Director, Michael D. Dingman Center for Entrepreneurship, U Maryland
Donald M. Spero knows a thing or two about entrepreneurship. In 1971 he helped launch semiconductor equipment manufacturer Fusion Systems in Rockville, which he guided as president and CEO until forming Spero Quality Strategies in 1992, a Bethesda company that provides seed capital and mentoring for entrepreneurs. In 1997, Eaton Corp. bought Fusion Systems for $300 million.
As a post-graduate student in physics -- among his degrees is a doctorate in physics from Columbia University -- Spero started work on some of Fusion Systems' core technology at the University of Maryland. Now he has returned to College Park as director of the Dingman Center for Entrepreneurship at the university's Robert H. Smith School of Business, where he also will be named professor of practice of entrepreneurship.
"I've been an entrepreneur my whole life," Spero said.
"This is a different approach to it." Spero, 60, joined the center last month, where he succeeded Charles O. Heller, who directed the center for 10 years. Heller remains as the center's entrepreneur-in-residence, and he chairs the Inner Circle, a group of regional business leaders active in helping to guide the center. He is also the school's first professor of practice and entrepreneurship.
"Don Spero's blend of intellectual vision and real-world success meshes well with the Dingman Center's activities and its position as an outstanding focal point for entrepreneurs in the mid-Atlantic region," Howard Frank, dean of the Smith School, said in a statement. "His leadership will take the center to an even higher level of prominence."
The Dingman Center, which offers the Smith School's entrepreneurship concentration at the MBA level, conducts mentor programs and offers counseling for founders of area start-ups. In addition to academic, research and outreach programs, the center manages the Baltimore-Washington Venture Group, which in partnership with the regional Private Investors Network provides entrepreneurs opportunities to raise early stage private equity.
Spero may be able to offer the students a different kind of expertise as well. A national champion and Olympic finalist in single sculls, he's still active in rowing. He can also lead a chorus of "We're in the Money": He's been a member of the Washington, D.C., chapter of the Barbershop Quartet Society since 1977.
Before taking his new job, Spero said he had invested in eight or nine tech start-ups around the country; he will be taking on no new companies to concentrate on his duties at the Dingman Center.
So how have entrepreneurs changed since the early '70s when Spero was founding his company?
"Now they're smarter, better educated and have a lot more tools," Spero said. "There's more capital. There's a higher level of entrepreneurship. When I was doing it I was little more of a Lone Ranger."
An illustration of how mainstream entrepreneurs have become: In the fall, some students admitted to the Dingman Center's recently launched Entrepreneurship Citation Program -- which focuses on starting, managing, financing and developing new venture growth strategies -- will room together in a dormitory and have chances to create start-up businesses.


**The task:** In the data below, which lines contain "name"? List them by copying each one.
***
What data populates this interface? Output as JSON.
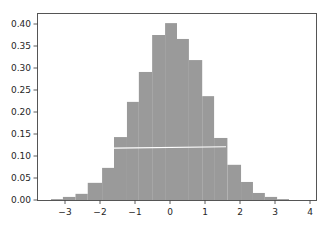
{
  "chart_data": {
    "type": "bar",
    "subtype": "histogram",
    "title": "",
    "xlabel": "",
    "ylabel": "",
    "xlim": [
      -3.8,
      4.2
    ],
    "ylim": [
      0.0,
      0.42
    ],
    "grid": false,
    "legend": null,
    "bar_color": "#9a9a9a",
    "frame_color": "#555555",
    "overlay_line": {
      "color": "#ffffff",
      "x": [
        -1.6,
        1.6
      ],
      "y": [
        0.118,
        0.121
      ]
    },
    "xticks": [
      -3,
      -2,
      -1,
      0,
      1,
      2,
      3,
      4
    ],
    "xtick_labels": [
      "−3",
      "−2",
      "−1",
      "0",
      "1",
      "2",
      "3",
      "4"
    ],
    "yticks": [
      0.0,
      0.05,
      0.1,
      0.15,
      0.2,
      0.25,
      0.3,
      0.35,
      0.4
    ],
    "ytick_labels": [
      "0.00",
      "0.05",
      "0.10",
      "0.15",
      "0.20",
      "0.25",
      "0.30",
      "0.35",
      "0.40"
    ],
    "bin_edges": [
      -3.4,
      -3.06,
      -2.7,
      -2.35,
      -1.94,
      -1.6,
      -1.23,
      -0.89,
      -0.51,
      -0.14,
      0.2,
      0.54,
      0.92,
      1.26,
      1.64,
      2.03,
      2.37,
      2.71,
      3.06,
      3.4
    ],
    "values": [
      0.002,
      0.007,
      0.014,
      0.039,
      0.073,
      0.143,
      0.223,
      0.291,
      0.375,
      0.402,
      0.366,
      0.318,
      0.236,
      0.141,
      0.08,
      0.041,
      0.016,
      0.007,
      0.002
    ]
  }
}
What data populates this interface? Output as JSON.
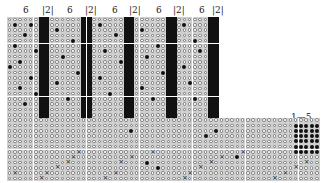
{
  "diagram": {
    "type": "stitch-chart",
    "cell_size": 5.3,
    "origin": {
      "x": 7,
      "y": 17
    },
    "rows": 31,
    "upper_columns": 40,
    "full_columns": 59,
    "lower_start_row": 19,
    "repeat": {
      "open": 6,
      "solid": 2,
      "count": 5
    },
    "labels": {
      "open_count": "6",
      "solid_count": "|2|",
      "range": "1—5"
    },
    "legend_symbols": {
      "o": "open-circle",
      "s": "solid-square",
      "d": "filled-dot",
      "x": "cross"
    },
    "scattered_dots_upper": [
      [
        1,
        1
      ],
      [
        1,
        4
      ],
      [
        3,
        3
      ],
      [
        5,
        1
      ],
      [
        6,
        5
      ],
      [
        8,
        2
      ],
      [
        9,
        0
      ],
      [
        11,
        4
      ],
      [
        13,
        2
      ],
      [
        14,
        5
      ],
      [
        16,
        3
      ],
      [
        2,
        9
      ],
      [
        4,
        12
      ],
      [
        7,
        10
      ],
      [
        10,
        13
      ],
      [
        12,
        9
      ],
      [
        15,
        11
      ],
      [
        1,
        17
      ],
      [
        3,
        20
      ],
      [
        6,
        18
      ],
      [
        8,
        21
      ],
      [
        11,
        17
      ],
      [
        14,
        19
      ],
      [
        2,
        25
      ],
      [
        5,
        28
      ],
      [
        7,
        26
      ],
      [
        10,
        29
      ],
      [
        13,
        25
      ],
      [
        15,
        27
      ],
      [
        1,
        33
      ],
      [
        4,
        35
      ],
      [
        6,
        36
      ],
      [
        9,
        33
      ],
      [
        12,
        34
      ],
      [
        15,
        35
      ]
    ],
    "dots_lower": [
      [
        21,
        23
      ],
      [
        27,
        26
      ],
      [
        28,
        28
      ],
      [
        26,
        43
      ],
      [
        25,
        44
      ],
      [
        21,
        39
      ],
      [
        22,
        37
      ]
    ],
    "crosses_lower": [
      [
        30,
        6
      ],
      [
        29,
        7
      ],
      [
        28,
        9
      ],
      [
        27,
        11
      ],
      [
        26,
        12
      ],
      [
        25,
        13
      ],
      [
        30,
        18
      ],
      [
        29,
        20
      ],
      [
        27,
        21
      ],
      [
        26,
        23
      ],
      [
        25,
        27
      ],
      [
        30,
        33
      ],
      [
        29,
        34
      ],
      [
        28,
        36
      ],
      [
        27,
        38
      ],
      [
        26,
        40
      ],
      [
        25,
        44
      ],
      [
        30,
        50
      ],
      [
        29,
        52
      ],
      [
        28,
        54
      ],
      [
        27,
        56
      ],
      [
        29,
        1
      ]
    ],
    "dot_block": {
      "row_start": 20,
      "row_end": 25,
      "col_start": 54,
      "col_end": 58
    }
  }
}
***
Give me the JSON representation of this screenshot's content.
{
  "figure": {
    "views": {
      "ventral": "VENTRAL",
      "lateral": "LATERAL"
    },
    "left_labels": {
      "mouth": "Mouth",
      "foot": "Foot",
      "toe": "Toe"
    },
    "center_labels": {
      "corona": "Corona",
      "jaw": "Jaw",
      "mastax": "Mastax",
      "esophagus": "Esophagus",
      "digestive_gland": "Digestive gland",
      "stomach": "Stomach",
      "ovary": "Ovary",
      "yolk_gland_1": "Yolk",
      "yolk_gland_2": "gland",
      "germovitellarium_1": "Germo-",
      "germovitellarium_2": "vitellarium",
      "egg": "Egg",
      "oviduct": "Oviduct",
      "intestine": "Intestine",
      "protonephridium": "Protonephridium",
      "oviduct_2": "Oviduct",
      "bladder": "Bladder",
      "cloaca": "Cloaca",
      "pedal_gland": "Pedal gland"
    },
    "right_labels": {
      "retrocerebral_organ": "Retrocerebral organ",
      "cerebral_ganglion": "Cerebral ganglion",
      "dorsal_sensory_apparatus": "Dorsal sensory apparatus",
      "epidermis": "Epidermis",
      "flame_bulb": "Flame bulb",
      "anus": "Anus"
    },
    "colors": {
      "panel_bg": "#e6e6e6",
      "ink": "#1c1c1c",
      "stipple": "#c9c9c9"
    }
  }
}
***
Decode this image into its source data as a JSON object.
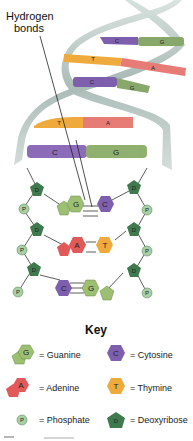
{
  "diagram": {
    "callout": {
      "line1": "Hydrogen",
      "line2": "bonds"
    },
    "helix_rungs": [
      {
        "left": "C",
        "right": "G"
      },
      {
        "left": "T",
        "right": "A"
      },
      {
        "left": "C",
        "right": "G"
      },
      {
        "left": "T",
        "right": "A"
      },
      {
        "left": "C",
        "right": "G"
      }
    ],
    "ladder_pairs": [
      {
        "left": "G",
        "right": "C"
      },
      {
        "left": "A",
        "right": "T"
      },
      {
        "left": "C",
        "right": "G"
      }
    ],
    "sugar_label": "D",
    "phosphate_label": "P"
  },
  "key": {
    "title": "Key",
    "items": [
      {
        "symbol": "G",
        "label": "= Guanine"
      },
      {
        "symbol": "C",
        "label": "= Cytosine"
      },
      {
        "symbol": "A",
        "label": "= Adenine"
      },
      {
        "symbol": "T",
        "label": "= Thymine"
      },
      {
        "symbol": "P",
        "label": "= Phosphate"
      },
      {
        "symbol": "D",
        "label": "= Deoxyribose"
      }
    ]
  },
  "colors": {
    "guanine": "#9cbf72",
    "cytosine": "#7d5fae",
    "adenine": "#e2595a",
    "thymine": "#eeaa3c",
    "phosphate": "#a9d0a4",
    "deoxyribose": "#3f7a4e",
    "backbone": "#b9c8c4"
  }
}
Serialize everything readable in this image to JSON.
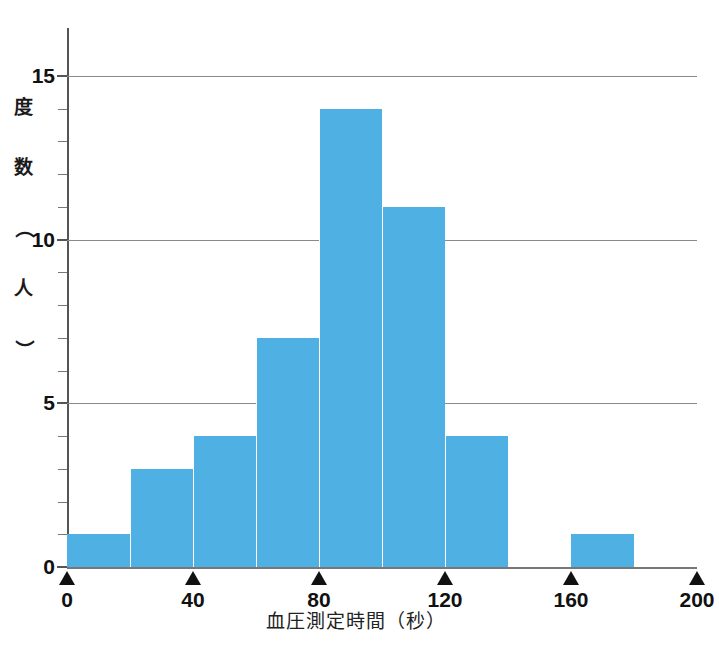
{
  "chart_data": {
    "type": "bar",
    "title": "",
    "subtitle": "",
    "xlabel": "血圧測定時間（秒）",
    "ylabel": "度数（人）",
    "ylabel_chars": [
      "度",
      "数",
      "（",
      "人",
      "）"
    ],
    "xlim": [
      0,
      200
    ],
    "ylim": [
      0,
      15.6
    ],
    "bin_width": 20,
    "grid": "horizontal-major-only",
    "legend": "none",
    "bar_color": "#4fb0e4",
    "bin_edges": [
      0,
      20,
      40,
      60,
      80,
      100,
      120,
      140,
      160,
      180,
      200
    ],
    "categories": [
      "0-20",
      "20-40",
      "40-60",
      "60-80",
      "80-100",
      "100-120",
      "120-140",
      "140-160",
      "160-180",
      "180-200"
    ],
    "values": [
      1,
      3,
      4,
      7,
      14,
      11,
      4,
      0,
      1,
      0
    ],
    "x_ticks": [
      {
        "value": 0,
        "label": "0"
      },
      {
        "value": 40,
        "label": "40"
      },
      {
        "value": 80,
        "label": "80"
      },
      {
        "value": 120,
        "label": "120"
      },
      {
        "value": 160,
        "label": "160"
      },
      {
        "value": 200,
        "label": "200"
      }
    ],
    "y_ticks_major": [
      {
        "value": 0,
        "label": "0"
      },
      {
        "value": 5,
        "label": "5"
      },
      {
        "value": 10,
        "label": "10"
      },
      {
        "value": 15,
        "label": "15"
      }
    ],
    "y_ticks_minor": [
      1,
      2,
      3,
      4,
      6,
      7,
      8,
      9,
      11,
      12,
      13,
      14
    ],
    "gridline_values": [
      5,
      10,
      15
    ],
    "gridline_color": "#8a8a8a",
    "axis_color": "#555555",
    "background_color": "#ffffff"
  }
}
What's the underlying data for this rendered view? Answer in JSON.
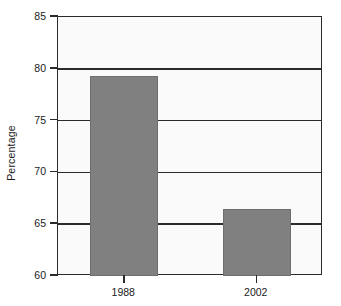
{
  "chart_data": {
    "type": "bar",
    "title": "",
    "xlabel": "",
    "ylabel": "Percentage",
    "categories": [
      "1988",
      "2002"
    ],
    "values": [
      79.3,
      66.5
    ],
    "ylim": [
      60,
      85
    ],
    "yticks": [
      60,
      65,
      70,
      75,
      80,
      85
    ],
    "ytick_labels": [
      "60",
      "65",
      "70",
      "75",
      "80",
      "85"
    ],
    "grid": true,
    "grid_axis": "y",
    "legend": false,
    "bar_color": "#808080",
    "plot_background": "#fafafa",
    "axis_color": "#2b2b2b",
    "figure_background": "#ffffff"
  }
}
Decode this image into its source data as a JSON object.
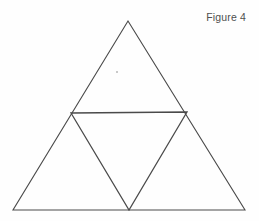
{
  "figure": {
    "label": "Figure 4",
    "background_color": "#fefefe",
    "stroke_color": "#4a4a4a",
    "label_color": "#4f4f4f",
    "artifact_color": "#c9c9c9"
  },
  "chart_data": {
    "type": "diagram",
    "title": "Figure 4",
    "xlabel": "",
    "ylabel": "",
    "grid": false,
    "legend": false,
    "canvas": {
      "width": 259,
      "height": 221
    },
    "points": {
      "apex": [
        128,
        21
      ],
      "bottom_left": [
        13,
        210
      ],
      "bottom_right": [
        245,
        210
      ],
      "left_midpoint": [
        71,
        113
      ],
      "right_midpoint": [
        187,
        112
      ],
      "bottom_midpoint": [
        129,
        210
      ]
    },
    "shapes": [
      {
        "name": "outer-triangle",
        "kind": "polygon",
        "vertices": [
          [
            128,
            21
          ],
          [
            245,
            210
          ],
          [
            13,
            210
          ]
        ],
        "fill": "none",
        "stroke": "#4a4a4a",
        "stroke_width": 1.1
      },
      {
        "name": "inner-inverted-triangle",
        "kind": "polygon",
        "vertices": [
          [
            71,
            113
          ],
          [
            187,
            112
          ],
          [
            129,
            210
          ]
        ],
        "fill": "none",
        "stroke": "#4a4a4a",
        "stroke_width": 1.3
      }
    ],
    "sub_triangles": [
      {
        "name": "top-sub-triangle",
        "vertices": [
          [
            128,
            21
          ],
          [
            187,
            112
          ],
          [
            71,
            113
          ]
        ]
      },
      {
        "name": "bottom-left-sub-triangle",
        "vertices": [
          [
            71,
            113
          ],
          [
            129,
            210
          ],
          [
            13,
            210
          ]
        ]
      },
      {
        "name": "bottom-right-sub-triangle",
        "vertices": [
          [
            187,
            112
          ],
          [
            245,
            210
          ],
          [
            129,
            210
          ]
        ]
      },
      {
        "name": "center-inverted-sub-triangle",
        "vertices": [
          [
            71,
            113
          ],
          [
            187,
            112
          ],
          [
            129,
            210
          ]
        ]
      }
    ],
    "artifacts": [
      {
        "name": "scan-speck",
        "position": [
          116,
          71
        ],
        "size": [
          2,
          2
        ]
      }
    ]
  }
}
***
**Result of this exercise:**
        "name": "outer-triangle",
        "name": "inner-inverted-triangle",
        "name": "top-sub-triangle",
        "name": "bottom-left-sub-triangle",
        "name": "bottom-right-sub-triangle",
        "name": "center-inverted-sub-triangle",
        "name": "scan-speck",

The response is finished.